Guide · Interiors · Salon

The salon room, properly done.

The salon is the oldest good idea in European interiors: a room for a small number of people to sit, listen and speak. A short editorial guide to getting one right at home.

What a salon actually is

A salon is a single room designed to hold a small group in conversation and — usually — an instrument, a painting, or both as the focal point. It is not a formal living room and it is not a music studio. Its purpose is intimacy at scale.

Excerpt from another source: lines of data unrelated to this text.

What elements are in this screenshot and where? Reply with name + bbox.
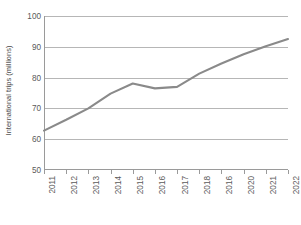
x-tick-label: 2016 bbox=[158, 176, 167, 194]
y-axis-title-text: International trips (millions) bbox=[5, 45, 14, 135]
x-tick-label: 2017 bbox=[181, 176, 190, 194]
x-axis-tick-labels: 2011201220132014201520162017201820162020… bbox=[44, 176, 288, 221]
x-tick-label: 2015 bbox=[136, 176, 145, 194]
x-tick-label: 2018 bbox=[203, 176, 212, 194]
y-axis-tick-labels: 5060708090100 bbox=[18, 0, 44, 180]
y-tick-label: 70 bbox=[32, 104, 41, 113]
x-tick-label: 2020 bbox=[247, 176, 256, 194]
x-tick-label: 2011 bbox=[48, 176, 57, 194]
y-axis-title: International trips (millions) bbox=[0, 0, 18, 180]
plot-area bbox=[44, 16, 288, 170]
x-tick bbox=[155, 170, 156, 174]
x-tick bbox=[244, 170, 245, 174]
x-tick bbox=[66, 170, 67, 174]
x-tick bbox=[133, 170, 134, 174]
data-line bbox=[44, 39, 288, 130]
x-axis-ticks bbox=[44, 170, 288, 175]
x-tick bbox=[177, 170, 178, 174]
y-tick-label: 80 bbox=[32, 73, 41, 82]
x-tick bbox=[266, 170, 267, 174]
x-tick bbox=[111, 170, 112, 174]
x-tick-label: 2016 bbox=[225, 176, 234, 194]
y-tick-label: 60 bbox=[32, 135, 41, 144]
x-tick bbox=[199, 170, 200, 174]
x-tick bbox=[221, 170, 222, 174]
x-tick bbox=[44, 170, 45, 174]
x-tick-label: 2012 bbox=[70, 176, 79, 194]
x-tick bbox=[288, 170, 289, 174]
line-chart: International trips (millions) 506070809… bbox=[0, 0, 301, 225]
x-tick-label: 2014 bbox=[114, 176, 123, 194]
x-tick-label: 2013 bbox=[92, 176, 101, 194]
data-line-svg bbox=[44, 16, 288, 170]
x-tick-label: 2022 bbox=[292, 176, 301, 194]
y-tick-label: 100 bbox=[27, 12, 41, 21]
x-tick bbox=[88, 170, 89, 174]
y-tick-label: 50 bbox=[32, 166, 41, 175]
y-tick-label: 90 bbox=[32, 42, 41, 51]
x-tick-label: 2021 bbox=[269, 176, 278, 194]
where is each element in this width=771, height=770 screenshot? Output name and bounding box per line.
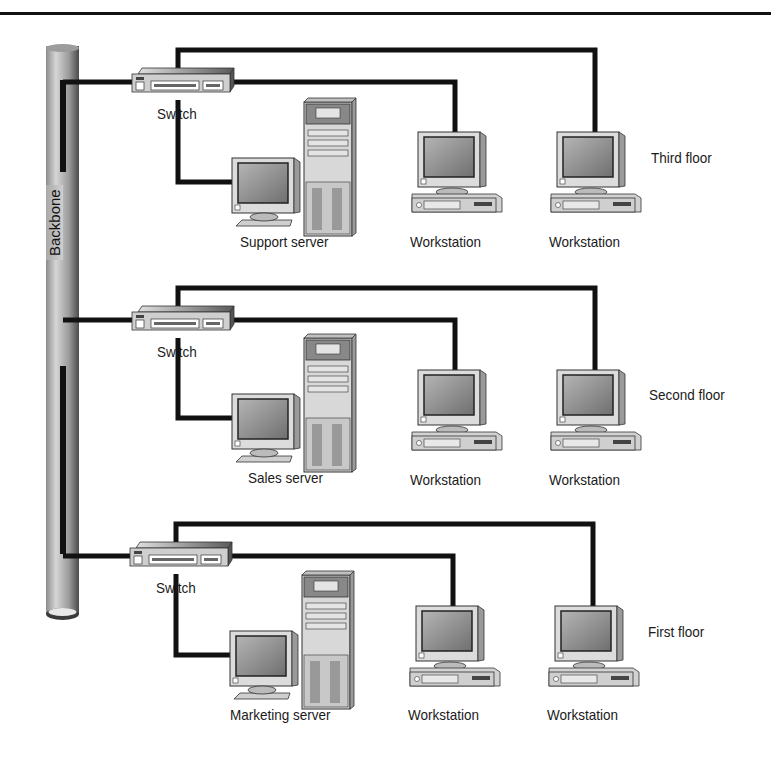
workstation-label: Workstation — [410, 471, 481, 488]
server-sales — [232, 334, 356, 472]
switch-label: Switch — [157, 105, 197, 122]
workstation-label: Workstation — [549, 233, 620, 250]
server-label: Support server — [240, 233, 329, 250]
workstation-first-1 — [410, 606, 500, 686]
server-support — [232, 98, 356, 236]
workstation-label: Workstation — [549, 471, 620, 488]
workstation-second-1 — [412, 370, 502, 450]
switch-third-floor — [132, 68, 234, 92]
workstation-third-1 — [412, 132, 502, 212]
workstation-label: Workstation — [547, 706, 618, 723]
server-marketing — [230, 571, 354, 709]
switch-label: Switch — [157, 343, 197, 360]
workstation-second-2 — [551, 370, 641, 450]
switch-second-floor — [132, 306, 234, 330]
switch-label: Switch — [156, 579, 196, 596]
server-label: Marketing server — [230, 706, 331, 723]
floor-label-first: First floor — [648, 623, 704, 640]
switch-first-floor — [130, 542, 232, 566]
floor-label-second: Second floor — [649, 386, 725, 403]
server-label: Sales server — [248, 469, 323, 486]
workstation-first-2 — [549, 606, 639, 686]
network-drawing — [0, 0, 771, 770]
workstation-third-2 — [551, 132, 641, 212]
workstation-label: Workstation — [408, 706, 479, 723]
network-diagram: Backbone Switch Support server Workstati… — [0, 0, 771, 770]
workstation-label: Workstation — [410, 233, 481, 250]
backbone — [46, 44, 79, 620]
floor-label-third: Third floor — [651, 149, 712, 166]
backbone-label: Backbone — [46, 185, 63, 260]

The four decisions that matter

  • Proportion. A room around 6 by 8 metres with a generous ceiling is the classical size. Larger works; smaller quickly becomes a lounge.
  • Focal point. One anchor — a grand piano, a canvas of real scale, or a fireplace — and everything else arranged around it.
  • Acoustics. Some soft, some hard. A rug under the seating, curtains on one wall, plaster or wood ceiling — but not carpeted-cocoon deadness.
  • Light. Layered, warm, and dimmable. Overhead-only lighting kills a room; small lamps at eye level make it.

Furniture, briefly

Fewer pieces, better made. A pair of properly-scaled sofas or a sofa and two occasional chairs is enough for eight people. A drinks table. A small bookcase. Space to walk. Do not over-furnish; leave the room enough silence to be a room.

The instrument or the canvas

If the anchor is a piano, see Best grand pianos for luxury interiors. If it is a painting, see How to buy art for a villa in Spain. Do not do both as competing focal points in the same room — one leads, the other supports.